Jonathan A. Javitch obtained his B.S. and M.S. in Biological Sciences at Stanford University. He completed the joint M.D.-Ph.D. program at the Johns Hopkins University School of Medicine where as a graduate student with Solomon Snyder he demonstrated that a key step in the Parkinson’s-like neurotoxicity of MPTP is the uptake of its metabolite MPP+ by the dopamine transporter. After graduating from Hopkins, Dr. Javitch completed a medical internship and psychiatric residency at the Columbia Presbyterian Hospital and the New York State Psychiatric Institute. He did postdoctoral work on the structure of dopamine receptors with Dr. Arthur Karlin at Columbia University.

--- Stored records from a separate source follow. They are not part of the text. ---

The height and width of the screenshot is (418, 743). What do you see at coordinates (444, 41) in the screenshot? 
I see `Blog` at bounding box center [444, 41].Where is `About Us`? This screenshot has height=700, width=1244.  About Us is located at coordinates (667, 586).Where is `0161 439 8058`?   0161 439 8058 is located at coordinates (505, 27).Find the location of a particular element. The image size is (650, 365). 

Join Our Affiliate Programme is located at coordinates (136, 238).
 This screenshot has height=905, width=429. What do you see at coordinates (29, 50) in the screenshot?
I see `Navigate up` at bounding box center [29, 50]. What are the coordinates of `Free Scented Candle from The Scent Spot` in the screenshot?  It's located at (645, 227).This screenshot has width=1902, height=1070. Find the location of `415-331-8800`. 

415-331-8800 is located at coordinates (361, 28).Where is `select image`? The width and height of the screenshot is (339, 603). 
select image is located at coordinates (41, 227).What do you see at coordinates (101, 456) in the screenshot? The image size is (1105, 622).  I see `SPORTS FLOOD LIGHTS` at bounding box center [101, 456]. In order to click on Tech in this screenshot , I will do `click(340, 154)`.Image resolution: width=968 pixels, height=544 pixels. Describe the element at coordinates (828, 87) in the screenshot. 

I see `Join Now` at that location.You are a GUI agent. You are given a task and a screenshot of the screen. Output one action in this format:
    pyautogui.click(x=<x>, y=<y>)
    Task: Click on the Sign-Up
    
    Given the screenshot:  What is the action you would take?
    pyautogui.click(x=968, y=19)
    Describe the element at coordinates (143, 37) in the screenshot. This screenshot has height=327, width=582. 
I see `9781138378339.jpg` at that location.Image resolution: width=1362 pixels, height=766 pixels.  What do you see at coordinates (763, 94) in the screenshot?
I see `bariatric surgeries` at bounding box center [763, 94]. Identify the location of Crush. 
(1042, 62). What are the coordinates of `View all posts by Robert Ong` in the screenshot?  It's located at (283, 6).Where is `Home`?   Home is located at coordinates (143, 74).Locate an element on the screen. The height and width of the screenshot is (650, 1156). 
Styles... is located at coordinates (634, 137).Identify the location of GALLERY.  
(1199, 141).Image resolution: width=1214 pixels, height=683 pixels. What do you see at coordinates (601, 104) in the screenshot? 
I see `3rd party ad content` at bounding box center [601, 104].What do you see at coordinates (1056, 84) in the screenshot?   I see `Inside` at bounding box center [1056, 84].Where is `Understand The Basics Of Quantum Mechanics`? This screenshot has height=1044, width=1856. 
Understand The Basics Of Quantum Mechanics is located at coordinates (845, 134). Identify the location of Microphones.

Dr. Javitch is currently Professor of Psychiatry and Pharmacology in the Center for Molecular Recognition and in Physiology and Cellular Biophysics at the Columbia University College of Physicians and Surgeons and Director of the Division of Molecular Therapeutics at the New York State Psychiatric Institute. His laboratory focuses on understanding the structure, function, and regulation of G-protein coupled receptors and neurotransmitter transporters. During the last five years his group has begun to map, for the first time, the transmembrane interfaces of dopamine D2 receptor homo-oligomers in the plasma membrane and has identified conformational changes at the interface that determine receptor activation. More recently his group has demonstrated that phosphorylation of the amino-terminus of the dopamine transporter is essential for amphetamine-mediated reverse transport of dopamine, and he and his collaborators have begun to elucidate the molecular mechanisms that govern this regulation. He is now pursuing studies in knock-in mice and transgenic flies to explore these mechanisms in a physiological context. His laboratory is also taking direct structural approaches to studying the structure and dynamics of bacterial transporter homologues of the human neurotransmitter transporters.